In reality, I am not at all sure that a quantum leap in complexity adds to security at all. Any proper use of old-school group permissions can give as finely-grained a security policy as you would like.
No, you're wrong --- SELinux exists precisely because the old-school permissions system is *not* fine-grained enough. That's why SELinux was actually invented, to introduce a more fine-grained control over access.
I am lazy to search now, but I remember seeing a couple of typical counter- examples, where usual permissions system is completely incapable of implementing the level of access control that SELinux gives you. If you do a clever google search I am sure you can find some examples of this.
HTH, :-) Marko
On Sun, 2010-11-28 at 23:42 +0000, Marko Vojinovic wrote:
On Sunday 28 November 2010 22:40:41 brett mm wrote:
This is where, as a sysadmin, you need to invest just a little time and effort learning the system.

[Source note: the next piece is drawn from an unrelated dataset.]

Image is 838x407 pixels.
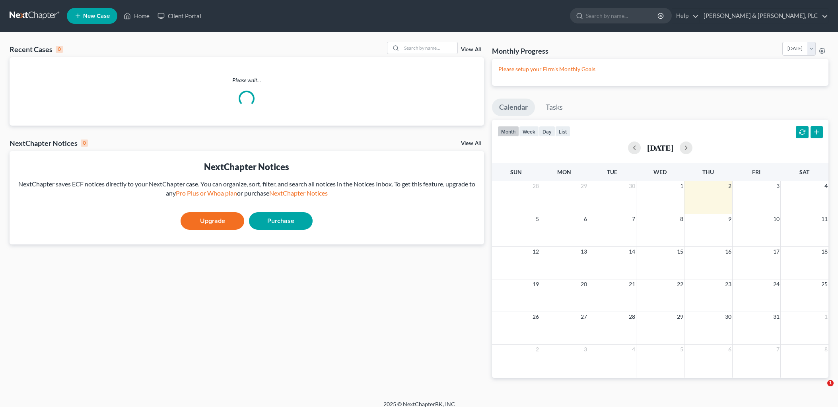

Honestly, the vast majority of issues are trivial to solve if you just spend a few hours reading the docs/guides, and even if you really can't be bothered there are kind folks on this list (and others) that will likely solve your issues for you. How is that not worth the extra security SELinux affords?
In reality, I am not at all sure that a quantum leap in complexity adds to security at all. Any proper use of old-school group permissions can give as finely-grained a security policy as you would like.
No, you're wrong --- SELinux exists precisely because the old-school permissions system is *not* fine-grained enough. That's why SELinux was actually invented, to introduce a more fine-grained control over access.
+1
I am lazy to search now, but I remember seeing a couple of typical counter- examples, where usual permissions system is completely incapable of implementing the level of access control that SELinux gives you.
Even if it is *possible*, the traditional UNIX permissions are a serious *PAIN*. If you want two users to have rw- to a file you... create a group of two users??? You end up with a zillion groups - which is pointless and unmaintainable. Thank goodness for ACL support and setfacl/getfacl. While that isn't SELinux the principal is the same - the tools should rise to match the practice, not the practice be mashed into the functionality of inferior tools.
I was a disable-selinux guy because it seemed like a black box. But I saw ke4qqq present at Ohio LINUX on SELinux and now I'm a believer; it doesn't take much effort and SELinux really is understandable. http://www.whitemiceconsulting.com/2010/09/ohio-linuxfest-2010.html SELinux can even generate the required policies for you! It is an impressively well thought out tool and as indispensable as iptables.
Adam Tauno Williams wrote:
On Sun, 2010-11-28 at 23:42 +0000, Marko Vojinovic wrote:
On Sunday 28 November 2010 22:40:41 brett mm wrote:
This is where, as a sysadmin, you need to invest just a little time
and effort learning the system. Honestly, the vast majority of issues
<snip>
In reality, I am not at all sure that a quantum leap in complexity adds to security at all. Any proper use of old-school group permissions can give as finely-grained a security policy as you would like.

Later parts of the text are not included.